War is Hell approaches peace studies through a lens of political philosophy rather than cultural or psychological aspects of war and peace making. Lummis examines common arguments and assumptions by interrogating them under the bright light of logic, seeking to address the world as it is.
Charles Douglas Lummis has written extensively on the topic of US foreign relations, and is a vocal critic of US foreign policy. His works include Radical Democracy, and A New Look at the Chrysanthemum and the Sword.
Susan Sontag has called Lummis "one of the most thoughtful, honorable, and relevant intellectuals writing about democratic practice anywhere in the world,"while Karel van Wolferenhas referred to him as an "eminent observer of the American-Japanese vassalage relationship."
War Is Hell is scholarly, well founded and illuminating. Very original and stimulating, which is characteristic of Doug Lummis.
Lummis' masterful combination of scholarship, grace, passion, and common sense gives us new ways of thinking about war and peace.
"I've followed Charles Douglas Lummis' peace activism and anti-war analyses for years. "War is Hell" in the culmination of his exceptional experience and knowledge. From Dante and Hobbes to Arendt and Walzer, from the scorched earth of Atlanta to the ashes of Tokyo, this book takes us on an intellectual and political journey that energizes us to think tougher thoughts about building peace."

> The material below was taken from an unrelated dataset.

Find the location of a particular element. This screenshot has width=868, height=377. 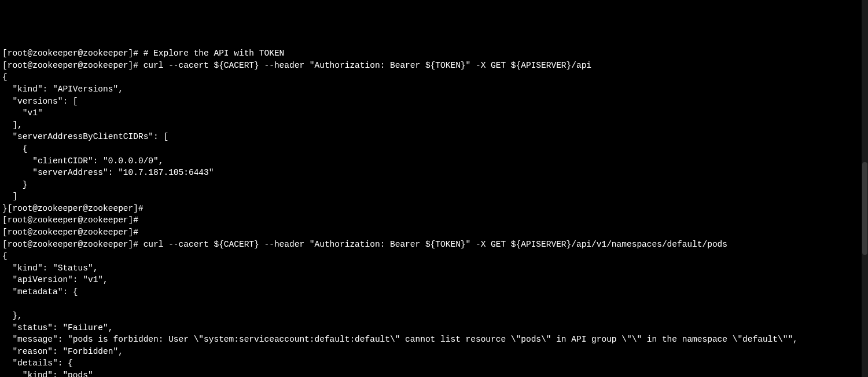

Against the Hobbesian view that war is the original state of nature, Lummis argues in this provocative study of war that peace is the ordinary state of affairs for human beings, that violence is violence, and that the right of legitimate violence is "modern warfare's grand enabling clause" (p. xiii). Historically grounded discussions fill in this framework, with attention given to a variety of war-related topics: the role of religion, the meaning of just war, the dehumanization of enemies, the role that rape and pillage play in gendered warfare, and post-traumatic syndrome as a consequence of authorized killing. In conversation with Aquinas, Machiavelli, Weber, and Arendt, Lummis offers an in-depth discussion of Article 9 of the Japanese Constitution, which banned the right of belligerency, and then concludes with a discussion of Gandhi's vision of a radically different political configuration able to generate power and build community through nonviolent noncooperation. Lummis contends that the turn away from war requires collective action that withdraws consent to the right of belligerency. This well-researched, challenging, and original work should be of interest to students of history, international relations, political science, and ethics. Highly recommended. Advanced undergraduates through faculty.